Gregory sighs and trudges over to where Mama awaits, her hand outstretched to hold his, but when Anthony starts to get up too, Gregory frowns. “You said you would wait.”
Anthony lifts a brow. “I did not mean I should wait here, on your bed.”
Mama chuckles. “Perhaps I shall send up your tray here, then.”
Gregory nods, firmly. “I will come back very soon.”
“You will not take your meal too quickly, I hope,” says Mama as she leads him out the door. “You will not want to upset your stomach when you are feeling so much better.”
At Mama’s request Gregory does his best not to shovel food into his mouth. He’s been learning the manners of a gentleman, but he cannot contain his excitement and ends up with more food on his clothes than usual. It is by the grace of God that he manages to not spill his milk.
“May I be excused?” he asks, once he’s eaten the requisite number of carrots to appease Mama. He’s counted them out to be sure.
“Where are you going?” asks Eloise.
“I promised Anthony I would read a story.”
His sisters all turn to him, confused, but as soon as Mama says he can be excused, he’s up and out the door as fast as his legs will carry him.

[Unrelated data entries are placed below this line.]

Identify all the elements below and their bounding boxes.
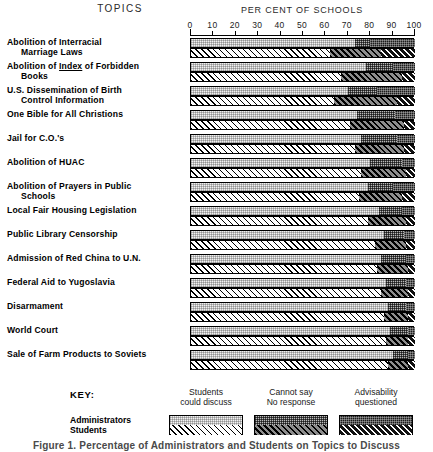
bar-administrators [190,302,414,312]
x-tick-label: 50 [297,20,307,30]
row-bars [190,326,414,350]
topics-column-header: TOPICS [60,3,180,14]
bar-segment-3 [406,279,415,287]
bar-segment-2 [348,87,377,95]
bar-segment-1 [191,87,348,95]
figure-caption: Figure 1. Percentage of Administrators a… [0,440,433,452]
x-tick [324,31,325,36]
chart-row: U.S. Dissemination of BirthControl Infor… [0,86,433,110]
bar-segment-3 [408,313,415,321]
bar-segment-1 [191,361,388,369]
bar-segment-2 [379,207,401,215]
bar-segment-3 [408,265,415,273]
row-bars [190,110,414,134]
bar-segment-2 [370,159,401,167]
key-column-header: Studentscould discuss [163,387,249,407]
bar-administrators [190,110,414,120]
key-title: KEY: [70,389,94,400]
row-label: Jail for C.O.'s [7,134,185,144]
chart-row: Public Library Censorship [0,230,433,254]
bar-segment-1 [191,207,379,215]
bar-segment-2 [388,303,406,311]
row-bars [190,278,414,302]
bar-students [190,72,414,82]
bar-segment-2 [366,63,393,71]
bar-segment-3 [395,111,415,119]
axis-title: PER CENT OF SCHOOLS [190,5,414,15]
bar-students [190,48,414,58]
bar-segment-3 [408,337,415,345]
bar-segment-1 [191,327,390,335]
bar-administrators [190,230,414,240]
key-label-students: Students [70,425,107,435]
bar-segment-1 [191,39,355,47]
key-swatch-students [255,425,327,435]
row-label: One Bible for All Christions [7,110,185,120]
row-bars [190,350,414,374]
chart-row: Abolition of InterracialMarriage Laws [0,38,433,62]
row-bars [190,206,414,230]
bar-segment-1 [191,135,361,143]
row-bars [190,134,414,158]
bar-students [190,216,414,226]
bar-administrators [190,134,414,144]
bar-segment-3 [402,193,415,201]
bar-segment-3 [393,183,415,191]
bar-students [190,192,414,202]
row-bars [190,62,414,86]
bar-segment-1 [191,145,355,153]
bar-segment-1 [191,193,359,201]
bar-segment-1 [191,351,393,359]
x-tick [235,31,236,36]
bar-segment-1 [191,255,381,263]
bar-students [190,288,414,298]
key-column-header: Advisabilityquestioned [333,387,419,407]
bar-segment-2 [341,73,401,81]
bar-segment-3 [393,63,415,71]
bar-administrators [190,254,414,264]
x-tick [280,31,281,36]
row-label: Disarmament [7,302,185,312]
row-bars [190,86,414,110]
bar-segment-3 [406,169,415,177]
bar-segment-2 [334,97,397,105]
row-label: Abolition of Prayers in PublicSchools [7,182,185,201]
row-label: Admission of Red China to U.N. [7,254,185,264]
bar-segment-3 [408,361,415,369]
row-bars [190,254,414,278]
key-swatch-1 [169,415,243,435]
bar-segment-2 [384,231,404,239]
bar-students [190,264,414,274]
bar-segment-2 [393,351,409,359]
bar-segment-3 [404,231,415,239]
x-tick [302,31,303,36]
bar-segment-1 [191,183,368,191]
bar-administrators [190,38,414,48]
bar-students [190,312,414,322]
x-tick [369,31,370,36]
x-tick [347,31,348,36]
chart-row: Federal Aid to Yugoslavia [0,278,433,302]
bar-administrators [190,350,414,360]
chart-row: Abolition of Index of ForbiddenBooks [0,62,433,86]
row-label: Public Library Censorship [7,230,185,240]
bar-administrators [190,278,414,288]
bar-segment-2 [330,49,382,57]
bar-students [190,120,414,130]
key-label-administrators: Administrators [70,415,131,425]
bar-segment-2 [368,217,406,225]
bar-administrators [190,62,414,72]
bar-administrators [190,86,414,96]
x-tick-label: 10 [207,20,217,30]
bar-segment-2 [361,169,406,177]
bar-segment-2 [357,111,395,119]
chart-row: Disarmament [0,302,433,326]
bar-segment-3 [408,327,415,335]
bar-segment-2 [384,313,409,321]
bar-students [190,168,414,178]
bar-segment-3 [406,255,415,263]
bar-segment-3 [406,303,415,311]
row-label: World Court [7,326,185,336]
bar-segment-1 [191,231,384,239]
bar-segment-3 [381,49,415,57]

“Do not run,” Mama calls after him, but it’s a little late for that.
When he finally reaches the nursery, he’s very nearly out of breath as he skids to a stop. As he’d hoped, Anthony is still here, but he’s shocked to see his eldest brother tucked into the bed, the big quilt covering him up. He’s asleep.
He tiptoes closer. Anthony looks little and big at the same time, like he’s as young as Gregory and as old as Mama.
Suddenly, Anthony’s eyes flutter open. He hums softly and sighs. “My apologies, I grew tired as I was waiting.” He blinks. “What is on your face? And your clothes?”
When Gregory wipes his face, his hand comes away sticky. He tastes it.
Anthony cringes and pushes himself upright.
“Marmalade,” he declares, and then he remembers that he’s not supposed to have food on his face or his clothes.
Anthony shakes his head. “Perhaps you ought to have a bath before bed.” He pulls out his fob watch and checks it, frowning at the time. “You’ve finished your dinner already?”
“I wanted to read the story,” he defends, shifting from foot to foot in his eager impatience.
“I thought—” Anthony pauses to catch a startlingly loud sneeze in his shirtsleeve “—Mother told you not to rush. No wonder you’re covered in marmalade and pork pie.” Anthony unfolds the napkin from his dinner tray and dips it into his water before cleaning Gregory’s face.
Gregory does his best to stay still, but he cannot help the way his nose scrunches up in displeasure. “I can do it myself,” he mutters, though this is still not as bad as Nurse wiping his sore nose.
“Then you would have done it already. “Anthony cleans Gregory’s sticky hand for good measure and drops the napkin on the tray. “Now, you wanted to read, yes?”
“Yes!” Finally, Gregory crawls into bed, this time with the quilt over their laps. They make it through a goodly bit of the alphabetical stories before he starts to feel strangely sleepy.
Perhaps it is from leaning on Anthony’s chest, which makes the best pillow. Perhaps it is from the rhymes lilting from the pages like a song. Perhaps it is from the relief of his brother’s company after he’d spent the better part of two days hoping for a bedtime story.
Perhaps it is simply from the pork pie.
With his belly and heart full, he closes his eyes, the book slipping from his grasp and Anthony’s because he, too, is fast asleep.